Sunderland man reaches 100 years old - 78 years after he was almost buried at sea in a body bag
and live on Freeview channel 276
Harry Oxman’s life almost ended in tragic style in 1944.
He contracted malaria while he was serving with the RAF in the Second World War in Africa. A vicar even read him the last rites while he was being treated at sea.
Advertisement
Hide AdAdvertisement
Hide AdDuring a time of limited communications during the war, his wife Vera was instructed to come to the ship and collect his belongings.
When she got there she was delighted to find Harry alive, but, despite being saved, Harry was so ill with malaria, it took him five years to fully recover from the disease.
To make up for lost time he threw himself into badminton, tennis, allotment gardening, swimming and finally flying again with the Newcastle gliding club.
He went back after the war to his job as a draughtsman in the shipyards before taking early retirement.
Advertisement
Hide AdAdvertisement
Hide AdNow Harry lives every day to the full and his granddaughter Sophie Butler said: “He often tells his family ‘I am still breathing so today is a good day’.”
Harry himself told the Echo: “I was in a coma for two days. When I pulled out, the medical officer said ‘I was certain you were dying’.”
He said the crew was told to prepare a bag and chains to ‘throw me overboard’.”
His special day included a restaurant meal with his four sons, Peter, Keith, Brian and Ken, who paid him a surprise visit from Connecticut, in the USA.
Advertisement
Hide AdAdvertisement
Hide AdSophie, who was planning to travel from Manchester to surprise her granddad with a birthday cake, added: “He still does his own gardening and that’s what keeps him going. He plays chess as well. He has had an amazing life.”
Harry has 13 grandchildren and 7 great grandchildren, with an 8th great grandchild on the way.
His remarkable tale began when Harry was born in 1922 in Sunderland. His dad, Bernard Oxman, was an aircraft fitter and Harry loved learning about planes.
In the Second World War, Harry signed up and joined the RAF in November 1940, aged just 18. He started as a trainee 2nd pilot in Feb 1941 and had to move to Blackpool.
Advertisement
Hide AdAdvertisement
Hide AdHe joined the Mosquito fighter planes, but the engine noise made him air sick, so he was assigned as a navigator for the Sunderland Flying Boat (still training in Blackpool).
Once trained he was dispatched to the West Coast of Africa in August 1941. He was on submarine patrol and he would fly up to the north near Free Town and down to the south at the Belgium Congo taking out enemy submarines.
Harry’s war ended when he became seriously ill, but his love of flying continued at Usworth after his recovery from malaria. He even broke a duration record for a thermal flight in a glider of 5 hours and 15 minutes.
He had five children and unfortunately lost his wife Vera (who he’d married in 1943) in 2008 and his only daughter, Sheila, to a brain tumour in 2014.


» **AIM OF THE EXERCISE**
Which lines of the data contain the string "arrow"? Copy every one of them.
DATASET ENTRIES Block Start
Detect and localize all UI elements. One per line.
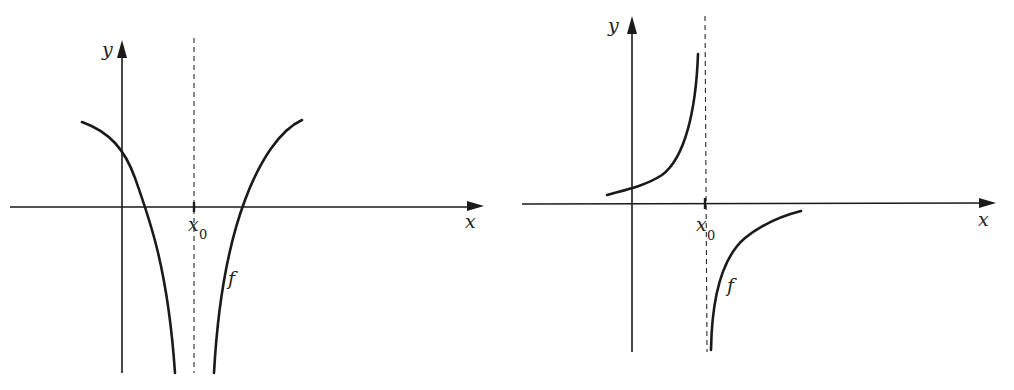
left-graph: y x x 0 f (10, 38, 484, 373)
left-f-label: f (226, 267, 238, 289)
right-asymptote-line (705, 16, 707, 352)
right-y-axis-arrow-icon (627, 16, 637, 34)
right-y-label: y (607, 14, 619, 36)
right-x0-subscript: 0 (707, 228, 715, 243)
left-y-label: y (101, 38, 113, 60)
right-x0-label: x (696, 213, 707, 235)
left-x0-subscript: 0 (199, 227, 207, 242)
left-x-label: x (465, 210, 476, 232)
left-x0-label: x (188, 213, 199, 235)
right-x-label: x (978, 208, 989, 230)
right-x-axis (522, 203, 988, 204)
right-curve-left-branch (607, 54, 698, 195)
figure: y x x 0 f y x x 0 f (0, 0, 1014, 390)
right-f-label: f (725, 274, 737, 296)
left-curve-left-branch (82, 122, 175, 373)
right-x-axis-arrow-icon (979, 198, 996, 208)
right-curve-right-branch (711, 211, 801, 350)
left-curve-right-branch (214, 120, 302, 373)
right-graph: y x x 0 f (522, 14, 996, 352)
left-y-axis-arrow-icon (117, 40, 127, 58)
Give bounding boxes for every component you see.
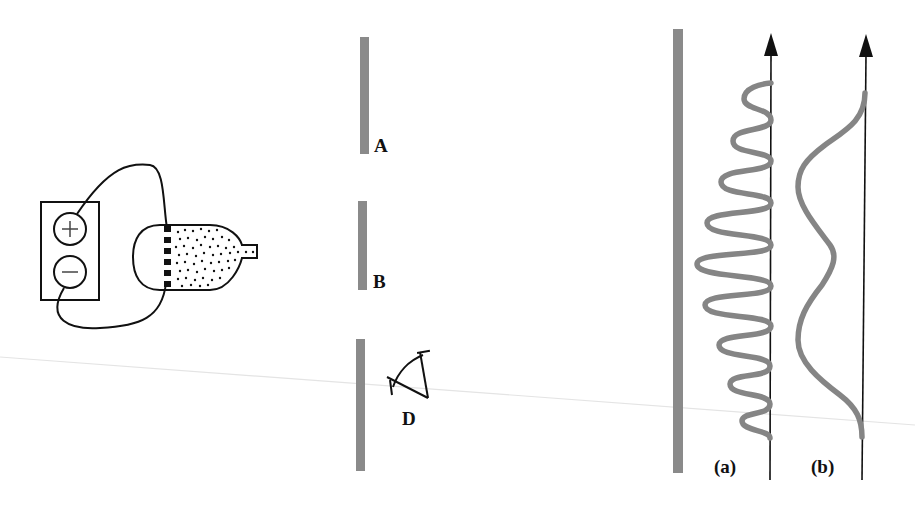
detection-screen — [673, 29, 683, 473]
barrier-segment-middle — [358, 201, 367, 290]
pattern-a-label: (a) — [714, 457, 736, 476]
electron-gun — [133, 225, 257, 290]
detector-icon — [387, 351, 430, 398]
barrier-segment-bottom — [356, 339, 365, 471]
pattern-b-label: (b) — [811, 457, 834, 476]
scan-line — [0, 357, 915, 425]
lower-wire — [57, 283, 166, 328]
double-slit-diagram: A B D (a) (b) — [0, 0, 915, 514]
gun-nozzle — [242, 245, 257, 258]
upper-wire — [77, 165, 167, 228]
two-hump-pattern-curve — [798, 93, 865, 437]
diagram-canvas — [0, 0, 915, 514]
arrow-up-icon — [764, 33, 778, 56]
slit-barrier — [356, 37, 369, 471]
slit-a-label: A — [374, 136, 388, 155]
interference-pattern-curve — [697, 83, 771, 438]
slit-b-label: B — [373, 272, 386, 291]
arrow-up-icon — [859, 34, 873, 57]
detector-d-label: D — [402, 409, 416, 428]
filament — [164, 226, 171, 287]
battery — [41, 202, 99, 300]
barrier-segment-top — [360, 37, 369, 154]
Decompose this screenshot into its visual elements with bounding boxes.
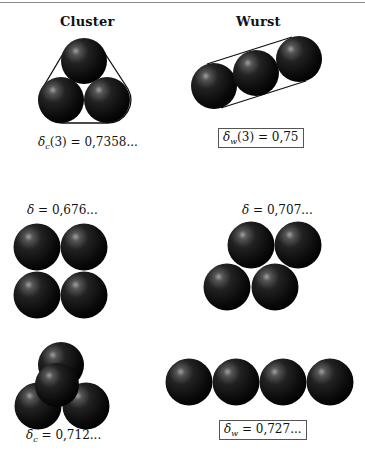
sphere bbox=[233, 50, 279, 96]
sphere-packing-figure bbox=[0, 0, 365, 457]
line4-diagram bbox=[166, 359, 354, 406]
label-wurst3: δw(3) = 0,75 bbox=[218, 128, 304, 148]
header-wurst: Wurst bbox=[236, 14, 281, 29]
cluster3-diagram bbox=[38, 38, 131, 123]
sphere bbox=[166, 359, 213, 406]
sphere bbox=[14, 272, 61, 319]
label-line4: δw = 0,727... bbox=[219, 420, 307, 440]
sphere bbox=[213, 359, 260, 406]
tetra4-diagram bbox=[15, 342, 110, 430]
sphere bbox=[307, 359, 354, 406]
sphere bbox=[61, 272, 108, 319]
sphere bbox=[204, 264, 251, 311]
label-square4: δ = 0,676... bbox=[27, 203, 98, 217]
sphere bbox=[252, 264, 299, 311]
sphere bbox=[61, 38, 107, 84]
sphere bbox=[35, 363, 79, 407]
sphere bbox=[260, 359, 307, 406]
label-tetra4: δc = 0,712... bbox=[26, 428, 101, 444]
label-rhombus4: δ = 0,707... bbox=[242, 203, 313, 217]
sphere bbox=[275, 222, 322, 269]
label-cluster3: δc(3) = 0,7358... bbox=[38, 135, 138, 151]
sphere bbox=[276, 36, 322, 82]
header-cluster: Cluster bbox=[60, 14, 115, 29]
sphere bbox=[61, 224, 108, 271]
square4-diagram bbox=[14, 224, 108, 319]
rhombus4-diagram bbox=[204, 222, 322, 311]
sphere bbox=[228, 222, 275, 269]
sphere bbox=[84, 77, 130, 123]
sphere bbox=[38, 77, 84, 123]
sphere bbox=[14, 224, 61, 271]
sphere bbox=[191, 63, 237, 109]
wurst3-diagram bbox=[191, 36, 322, 109]
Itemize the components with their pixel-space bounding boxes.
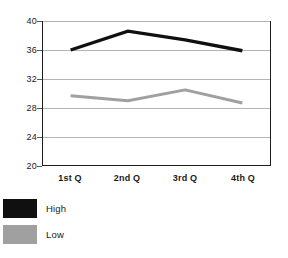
gridline-36 xyxy=(43,50,270,51)
gridline-24 xyxy=(43,137,270,138)
y-axis-label-32: 32 xyxy=(0,75,37,84)
y-axis-label-20: 20 xyxy=(0,162,37,171)
legend-swatch-high xyxy=(3,199,37,218)
legend-swatch-low xyxy=(3,225,37,244)
legend-label-low: Low xyxy=(46,229,64,240)
y-axis-label-28: 28 xyxy=(0,104,37,113)
y-tick-mark-40 xyxy=(37,21,42,22)
x-axis-label-4: 4th Q xyxy=(213,173,273,183)
y-axis-label-24: 24 xyxy=(0,133,37,142)
x-axis-label-2: 2nd Q xyxy=(97,173,157,183)
y-tick-mark-36 xyxy=(37,50,42,51)
y-tick-mark-32 xyxy=(37,79,42,80)
x-axis-label-1: 1st Q xyxy=(40,173,100,183)
legend-item-high: High xyxy=(3,199,183,225)
y-tick-mark-20 xyxy=(37,166,42,167)
legend-label-high: High xyxy=(46,203,66,214)
gridline-40 xyxy=(43,21,270,22)
legend-item-low: Low xyxy=(3,225,183,251)
y-tick-mark-28 xyxy=(37,108,42,109)
gridline-32 xyxy=(43,79,270,80)
x-axis-label-3: 3rd Q xyxy=(155,173,215,183)
chart-legend: High Low xyxy=(3,199,183,251)
gridline-28 xyxy=(43,108,270,109)
line-chart: 40 36 32 28 24 20 1st Q 2nd Q 3rd Q 4th … xyxy=(0,0,288,258)
y-axis-label-36: 36 xyxy=(0,46,37,55)
plot-area xyxy=(42,21,271,166)
y-axis-label-40: 40 xyxy=(0,17,37,26)
y-tick-mark-24 xyxy=(37,137,42,138)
DATASET ENTRIES Block End
» **ANSWER**
right-y-axis-arrow-icon (627, 16, 637, 34)
right-x-axis-arrow-icon (979, 198, 996, 208)
left-y-axis-arrow-icon (117, 40, 127, 58)
arrow-up-icon — [764, 33, 778, 56]
arrow-up-icon — [859, 34, 873, 57]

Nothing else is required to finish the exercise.